We present updated constraints on the abundance of primordial black holes (PBHs) dark matter from the high-redshift Lyman- forest data from MIKE/HIRES experiments. Our analysis leverages an effective field theory (EFT) description of the 1D flux power spectrum, allowing us to analytically predict the Lyman- fluctuations on quasi-linear scales from first principles. Our EFT-based likelihood enables robust inference across redshifts and down to scales of 100 kpc, within previously unexplored regions of parameter space for this dataset. We derive new bounds on the PBH fraction with respect to the total dark matter , excluding populations with for masses . This offers the leading constraint for PBHs heavier than and highlights the Lyman- forest as a uniquely sensitive probe of new physics models that modify the structure formation history of our universe.

Paper Structure

This paper contains 5 sections, 16 equations, 3 figures.

Figures (3)

  • Figure 1: The linear matter power spectrum at $z=0$ is shown for $\Lambda$CDM (black), and for a PBH model with $f_{\rm PBH}=10^{-2}$ and $M_{\rm PBH}=10^{7} M_{\odot}$ (gray dashed).
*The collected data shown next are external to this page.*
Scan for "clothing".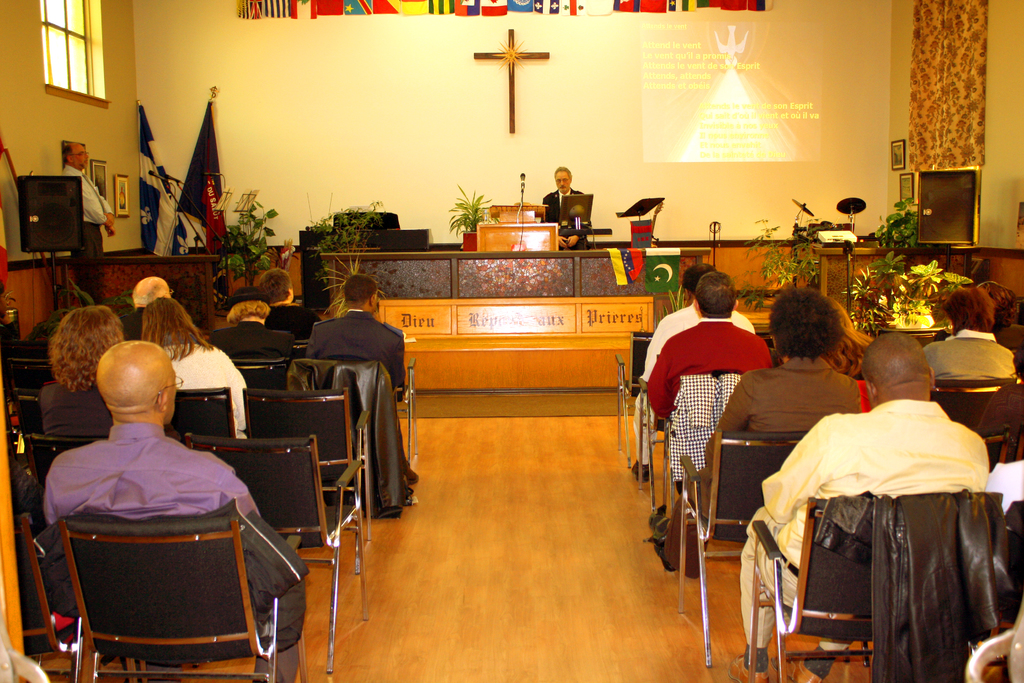
Scan result: 664 370 751 473.
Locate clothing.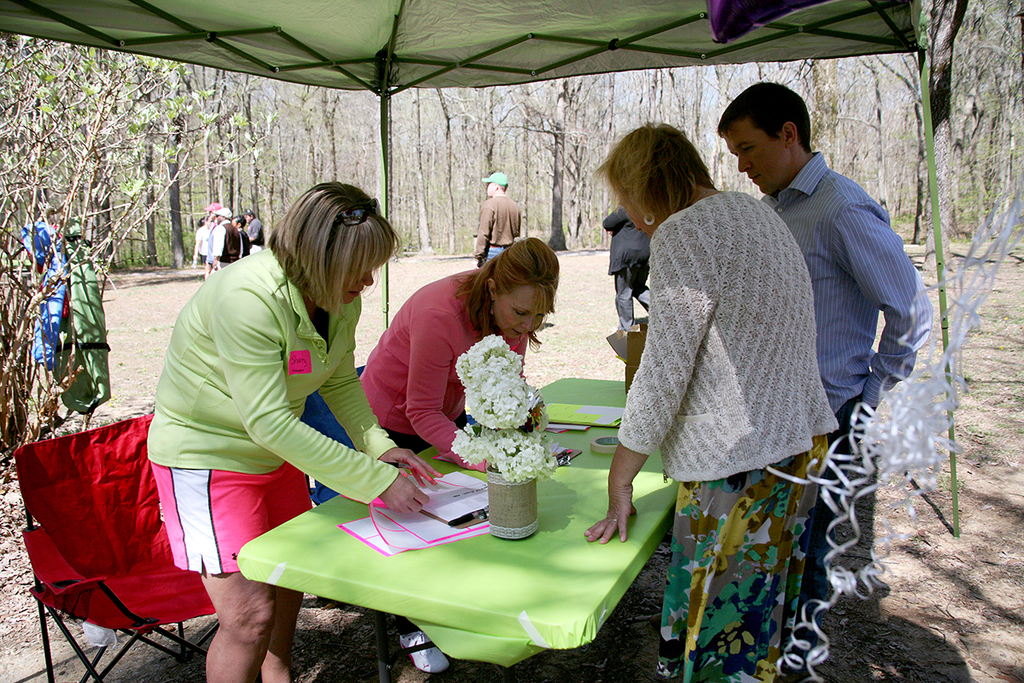
Bounding box: (x1=768, y1=146, x2=919, y2=418).
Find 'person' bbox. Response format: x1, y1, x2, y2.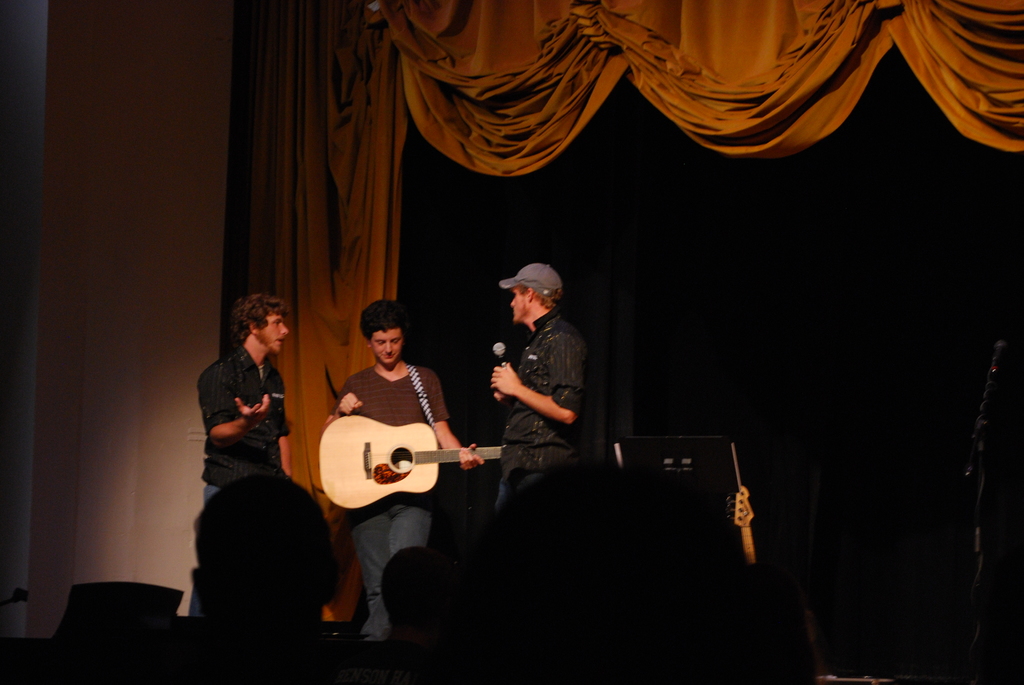
335, 295, 483, 636.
The black dots (and corresponding errorbars) denote the 95% C.L. constrains on overfluctuations from the high-redshift Lyman-$\alpha$ data from MIKE/HIRES, that are derived in this work. The blue dots denote the Lyman-$\alpha$ from eBOSS DR14 eBOSS:2018qyjChabanier:2019eai. The rest of the errorbars correspond to observations of Luminous Red Galaxies (purple) by SDSS DR7 2010MNRAS.404...60R (purple) and the Planck 2018 Planck:2018vyg CMB temperature (red), polarization (orange) and lensing (green) power spectra.
  • Figure 2: Constraints on the parameter space of supermassive and stupendously large primordial black holes at 95% C.L. The red shaded region denotes the region excluded due to Lyman-$\alpha$ MIKES/HIRES data derived in this work. We also show the Lyman-$\alpha$ constraints from the simulation-based study of Ref. Murgia:2019duy (dashed red). Limits arise also due to CMB anisotropies produced by accreting PBHs measured by Planck Serpico:2020ehh (PLANCK, yellow), X-ray flux induced by accretion Inoue:2017csr (XB, cyan), millilensing of radio sources Wilkinson:2001vv (magenta), dynamical friction causing halo objects to fall in the nucleus of the Milky Way Carr:1997cn (DF, grey), overheating of stars in the galactic disk Carr:1997cn (DH, purple), high-redshift formation of large-scale structures Carr:2018rid (LSS, brown),the Hubble Space Telescope Ultraviolet Luminosity Function Gouttenoire:2023nzrSabti:2023xwo (UVLF, blue), and the CMB dipole anisotropy Carr:2020gox (CMB, green). The region on the left side of the yellow dashed line is constrained by CMB spectral $\mu$-distortion measured by COBE/FIRAS surveys Kohri:2014lza in the Gaussian limit.ftn:CMB_spectral The right side of the light green line denotes the incredulity limit (IL), which corresponds to one black hole per Hubble volume.
  • Figure S1: Combined MIKE/HIRES 1D flux power spectrum data and the best-fitting EFT theory curves. The data points are offset along the x axis for clarity. The error bars shown are diagonal elements of the covariance matrix. Note that they account for both statistical and systematic uncertainties.